Dear Avid - Make One Version of Media Composer to Rule Them All

That fact that a movie or TV show gets made at all is a miracle, but that’s especially true when a team uses Media Composer in post-production.

Before you dismiss that, here! Check out Avid’s official Version Matrix for Media Composer.

If anyone bothers to read this, they’d discover Avid actively maintains multiple versions of Media Composer.

While Avid touts that as a positive, in reality:

  • Each version has a different user experience.
  • Each version’s UX is just different enough from the others to add mental overhead and/or needless context switching to the user.
  • All of those versions are perceived as wildly different compared to what many teams still consider the gold standard: Media Composer 2018.12.15.

Recently, a couple of teams reported having trouble with Mimiq in their workflow. Each team uses MC 2020.12.x. Since both teams used older minor versions, we encouraged them to update MC to the latest minor. They did… except they both updated MC to 2020.12.8.

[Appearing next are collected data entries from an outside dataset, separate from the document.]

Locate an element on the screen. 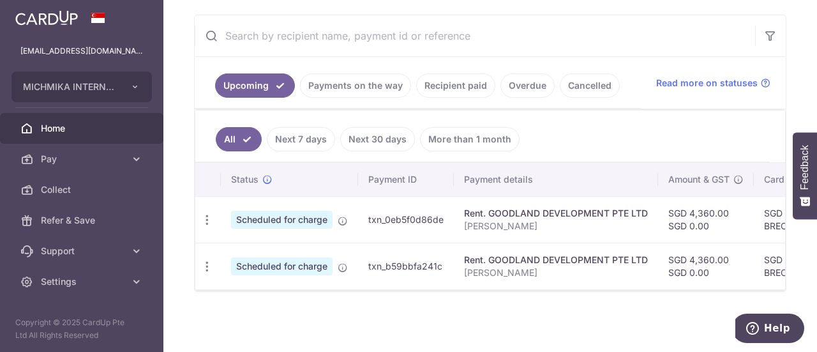 This screenshot has width=817, height=352. a: Recipient paid is located at coordinates (456, 86).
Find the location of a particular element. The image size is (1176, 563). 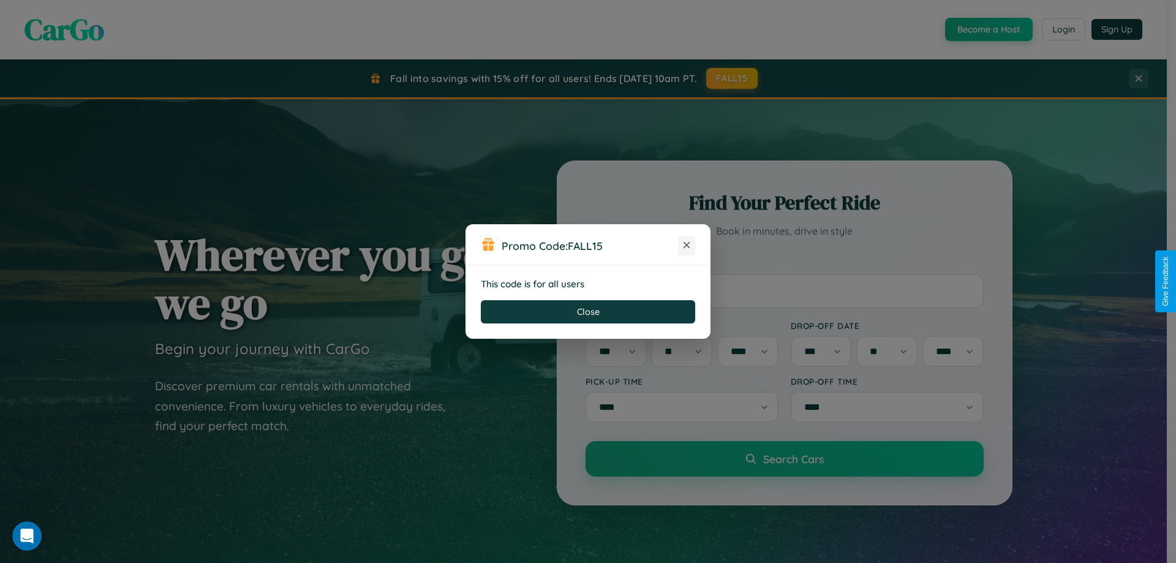

strong: This code is for all users is located at coordinates (532, 284).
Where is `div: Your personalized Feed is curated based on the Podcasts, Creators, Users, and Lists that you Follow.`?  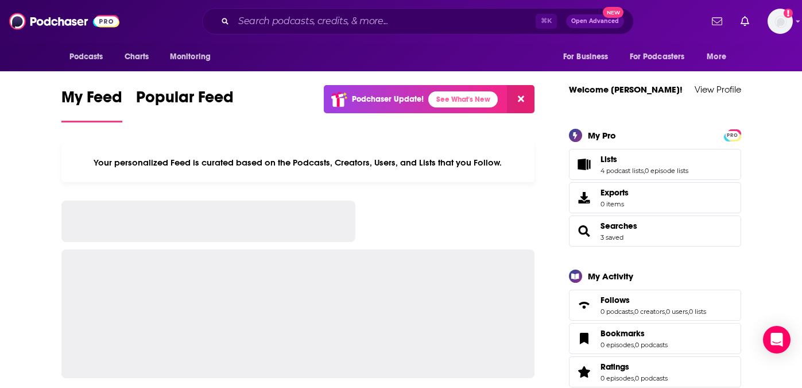
div: Your personalized Feed is curated based on the Podcasts, Creators, Users, and Lists that you Follow. is located at coordinates (298, 162).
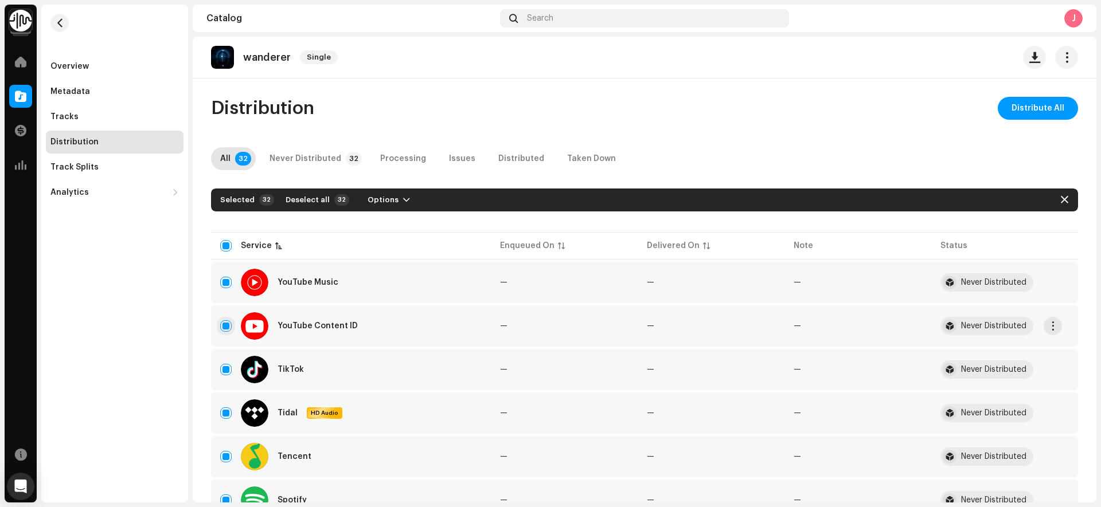 This screenshot has height=507, width=1101. Describe the element at coordinates (403, 159) in the screenshot. I see `div: Processing` at that location.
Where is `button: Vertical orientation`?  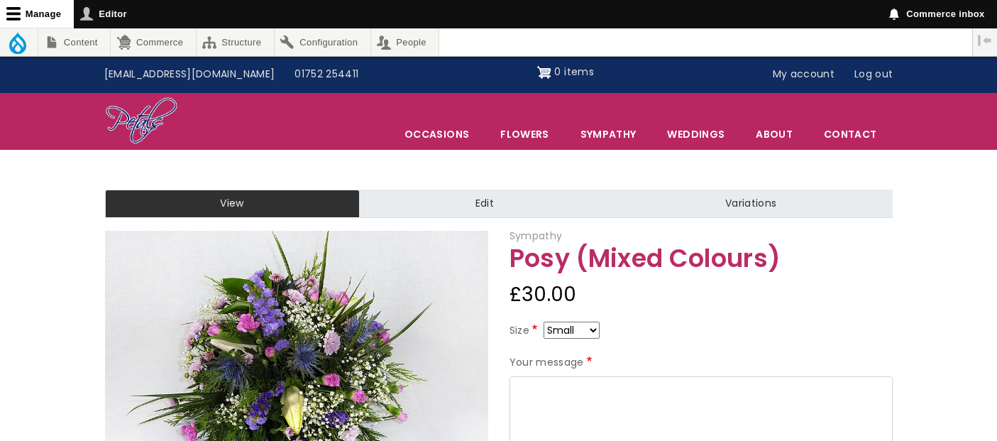 button: Vertical orientation is located at coordinates (985, 40).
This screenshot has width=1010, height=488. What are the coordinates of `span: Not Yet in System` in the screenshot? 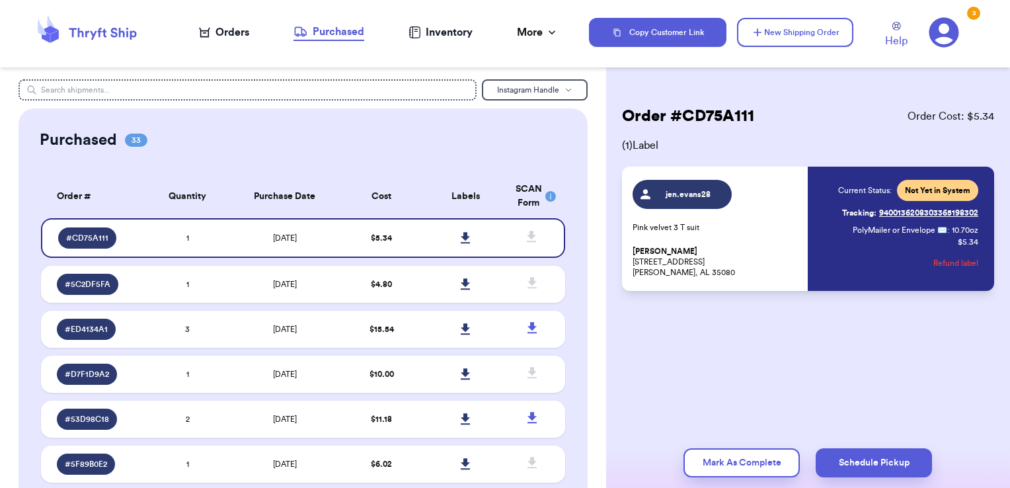 It's located at (937, 190).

Go back to MC’s Version Matrix. Do you see 2020.12.8 listed here? Nope! Turns out 2020.12.8 is only available as a downloadable patch. Its sole purpose? To fix one bug where a previous build rendered third-party licensed plug-in’s unlicensed, which would crash MC on startup.

As someone who supports Media Composer on the daily now, my first instinct is to check this Version Matrix against Mimiq’s Requirements. If a version isn’t listed, we can’t support it. We don’t have any red phone partnership with Avid, so the intel we use to support MC is the same intel you have to support MC.

Someone at Avid may read this and say, “Got it. We’ll update the Version Matrix more frequently.” That’s not the point. It’s time to make the hard decision – choose 1 version of Media Composer and leave the rest behind. Old habits die hard, but when someone has to learn something completely new, only to face the prospect of learning something slightly newer, that just breeds needless anxiety and frustration.

If this sounds like a rant, consider this CNBC piece published in November 2022:

10 of the most high stress jobs in the U.S.―some pay as much as $208,000 a year

Number 1? A urologist. Number 2? Film and video editor. Number 3? An anesthesiologist assistant.

True, movies don’t owe anybody a living, but Workflow Editors (née Assistant Editors) and Media Managers certainly aren’t paid the same as a specialist who needs to know how to insert a catheter.

And when things get rough, we frequently ground ourselves with sayings like, “Well, no need to get emotional – it’s not life or death here.” But when those deadlines loom and MC just stops working, wowee wow, we’re sure made to feel that way.

So Avid, if you’re reading this, be on the right side of the miracle. Think of those users who canceled their family vacations due to MC crashes (🙋🏽‍♂️) or spent hours re-creating work after the Attic stopped working (🙋🏽‍♂️), and put all your R&D and dev power behind one version – one stable, fast, reliable version with a consistent experience – of Media Composer.